The three biggest challenges in marketing analytics and how to solve them [SAS FORUM]

Today marketing teams are faced with a continuously expanding volume of available data and there are three basic challenges in marketing analytics which are directly related to these evolutions: understanding how to read the data in (near) real time, knowing which channels to focus on budget-wise and keeping external efforts and internal goals in balance.

By Mieke De Ketelaere, Director Customer Intelligence, SAS SWE - SAS Forum blog series [15/10 - Antwerp - Accelerating Innovation with Big Analytics]

Having been part of the analytics industry for quite a while now, it always surprises what organisations regard as the challenges of marketing analytics. Truth is, we have always been gathering customer data and extracting intelligence from it. Even the analytics techniques have remained pretty much the same over the years. It’s not even about how we can now analyse unstructured data, because we have been able to do this for quite a while now. What HAS changed – and a lot – is, first, the continuously expanding volume of available data and, second, how our marketing departments are now able to respond much faster to the insights extracted from this tsunami of data. To my mind, there are three basic challenges in marketing analytics which are directly related to these evolutions: understanding how to read the data in (near) real time, knowing which channels to focus on budget-wise and keeping external efforts and internal goals in balance.

1. Understanding how to read and use customer data

The value of customer data never lies in the data itself but in marketing professionals understanding how to use it. Time and again I meet companies that have trouble to accurately ‘read’ the click information they are gathering. They cannot seem to grasp what the exact worth of one click on a picture is or what it means in combination with another click. Their biggest challenge consists of finding out how they can extract customer intelligence out of the enormous volume of data at hand and use it coherently and fast enough over the different marketing channels.

The answer to this conundrum can only lie in a close-knit collaboration between Marketing and IT. I still remember when both used to be ‘sworn enemies’, seeing each other as pure cost posts, dramatic artists or boring number crunchers. But now that IT workers can prove the actual value of data to marketing, the CMO & the CIO are actually starting to enjoy working together. This is the only way today’s marketing departments will truly succeed in their mission to grab an ever growing fickle customer, by teaming up with their digital savvy colleagues. The days that marketing was just about marvellous ideas, great slogans and extraordinary artwork, are long gone.

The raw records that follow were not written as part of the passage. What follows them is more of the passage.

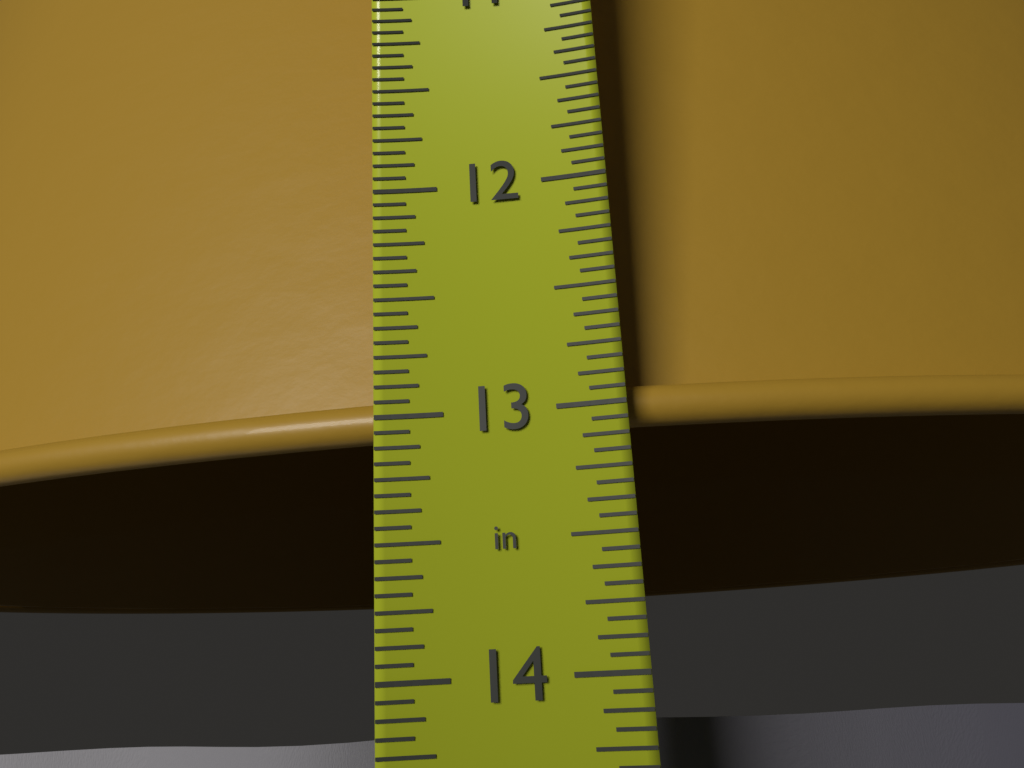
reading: 13.0625 in
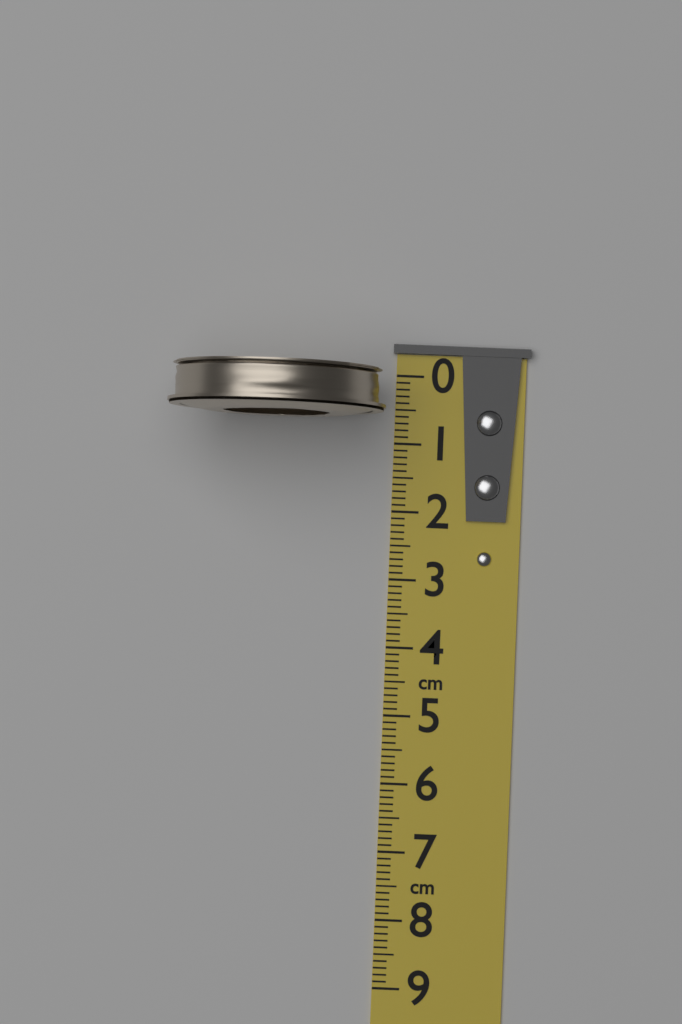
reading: 0.7 cm
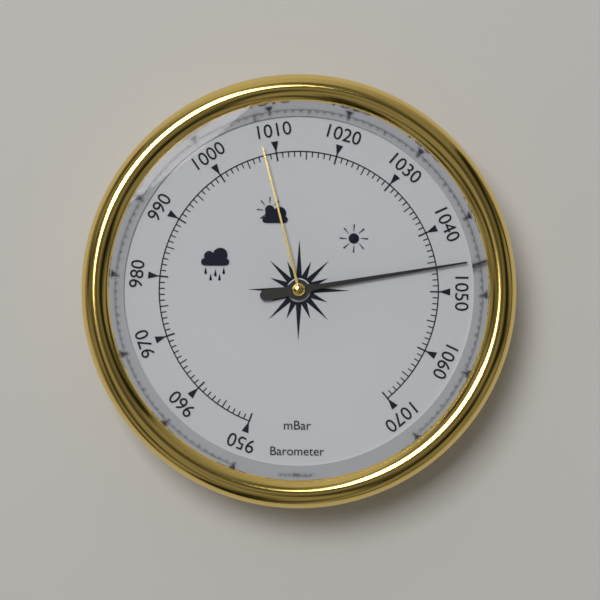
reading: 1046 mbar
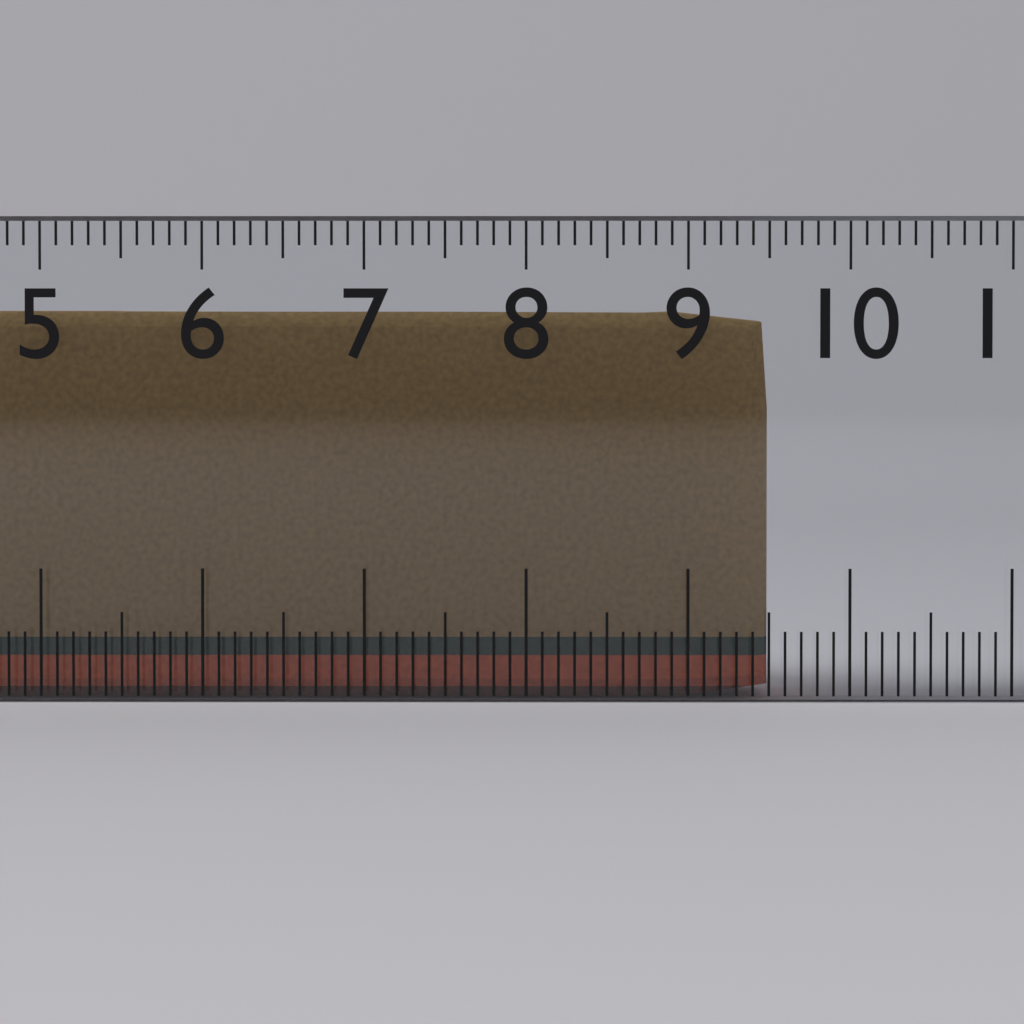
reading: 9.5 cm
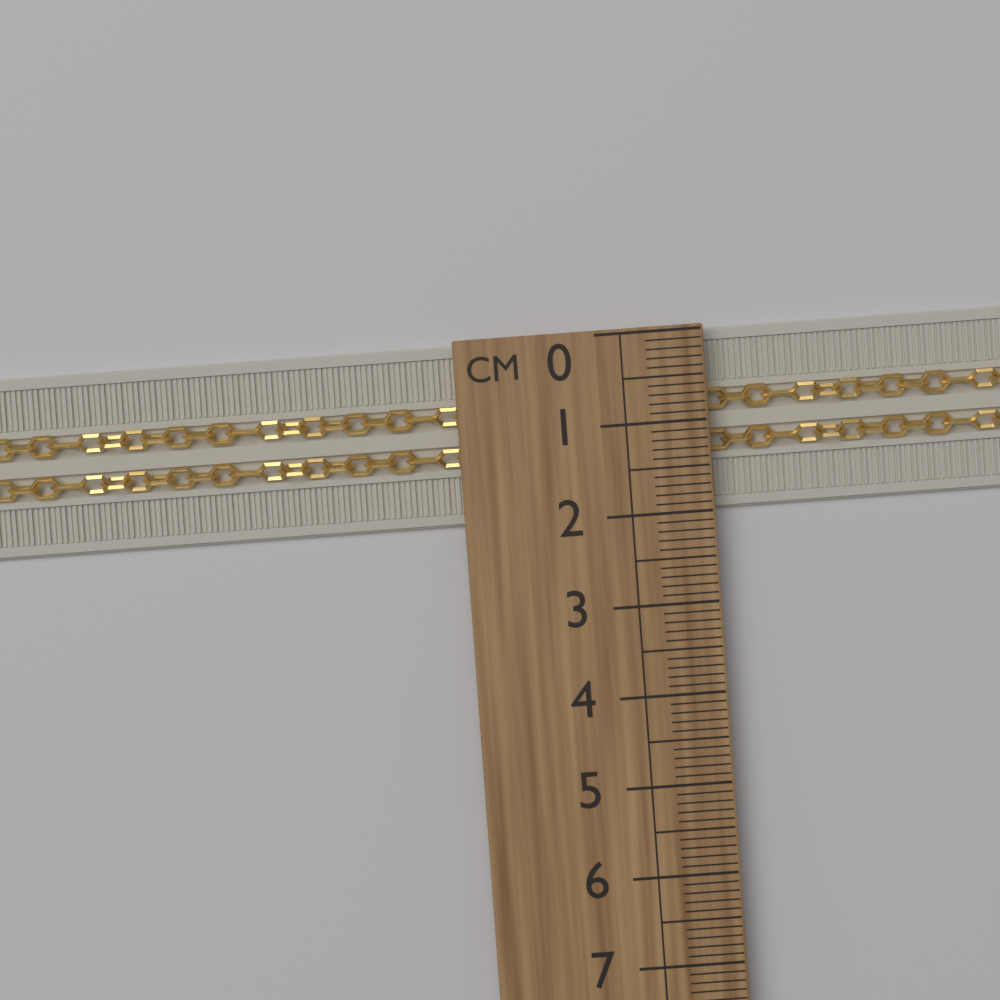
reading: 2.0 cm
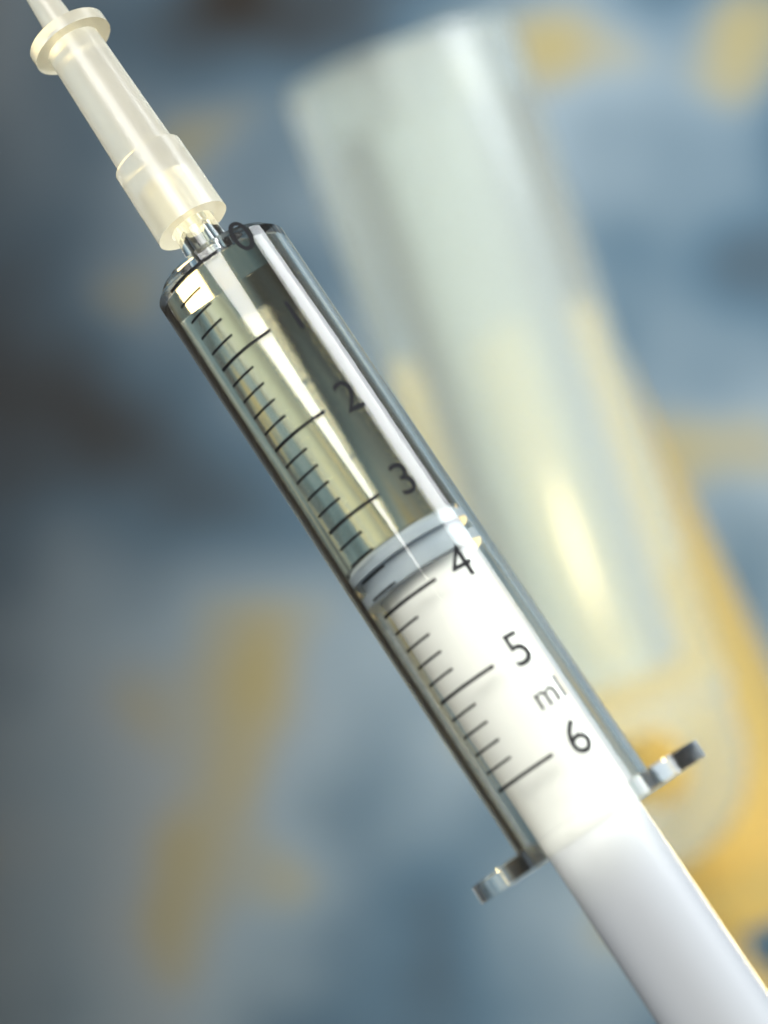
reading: 3.4 ml
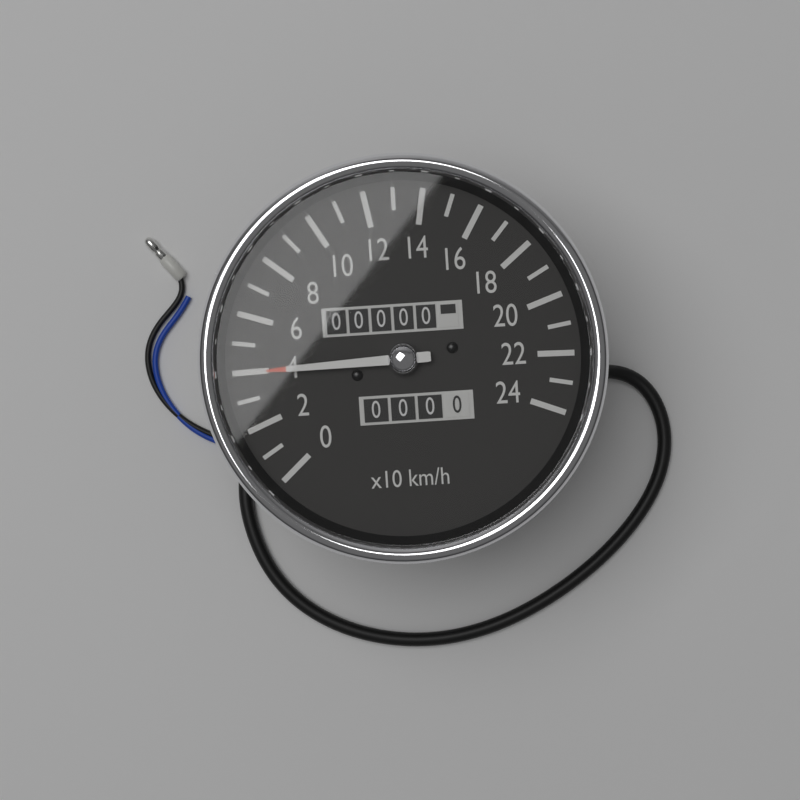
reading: 40 km/h
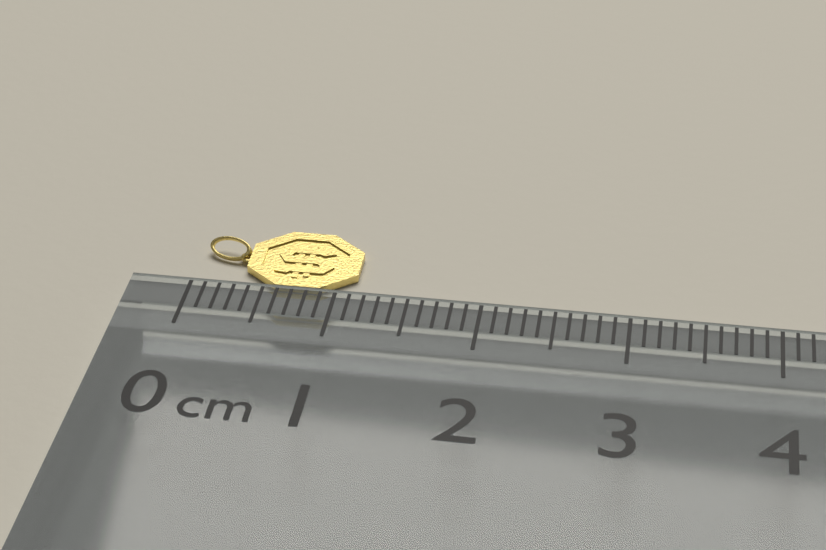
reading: 1.1 cm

2. Knowing which channels to focus on

Marketing attribution is more crucial than ever. Recognizing which marketing channels drive revenue for the company, and how, is absolutely essential to making fact-based, informed decisions for future strategy. Knowing the exact value of all the marketing efforts in the channels is key. No wonder that CMOs decide very carefully, at the beginning of each year, which channels they should be focussing their efforts, time and budgets on.

In today’s digital world, customers leave traces on all of our different channels. We can uncover who clicks where and what the exact impact on revenue is. This intelligence allows the marketing budget to be optimized in the smartest way possible. There are two well-known approaches for assessing the value of your marketing efforts: the bottom-up approach and top-down approach. Bottom-up is mainly behaviour-driven. It will attribute the sales based on the marketing touch points that were used during the customer journey. The top-down approach, on the other hand, is based on Sales/ROI lift analysis. This will show you what the uplift in sales is when you invest more in a specific channel for next month. If you want to learn more about this, I highly recommend Steven Hofmans’ blog post `Marketing analytics for attribution modelling’.

3. Striking the right balance between customer experience and internal challenges

Organisations face both inward- and outward-facing challenges. The efforts made for both sides need to be balanced on a company-wide level but, on a department level, there will always be one that weighs more heavily than the other. Services and marketing divisions, for instance, will be more outside-focused, looking at the customer. While other departments will be more driven by internal processes like meeting strategic objectives or enhancing cost reductions. The trick is to find the perfect equilibrium between external efforts in customer experience and internal dynamics.

Contact policy is an important part of the customer experience, an important external dynamic. Companies tend to carefully record how much push content can be delivered to customers and at which intervals, in order not to annoy them. Let’s take an example: Customer X is gathering many items in the basket of the e-shop of a large retailer, but at the very end of the paying process, he backs out. Normally – seeing that there was recent contact with Customer X – the promotional e-mail campaign that was planned the very same week, would not have been issued to him, as described in the retailer’s contact policy. But, in view of the fact that 2 objects of the aborted purchase are included in the campaign, it could be wise to send it anyway and deliver that little extra push to the customer. This is a perfect example of how external concerns – about not spamming the customer – and internal – answering to sales goals – can be reconciled with the right insights provided by analytics.

Marketing analytics is never JUST about collecting data (though that’s a big part of it, obviously), the biggest struggles are always about what to do with the insights, about interactions, about push & pull, about channel choice and about achieving balance. Marketing experts who understand this already stand a lot further than most of their colleagues.

Join SAS Forum Belux on October 15 next in Antwerp to gather other valuable insights about the digital society, the Internet of Things, data science and data management.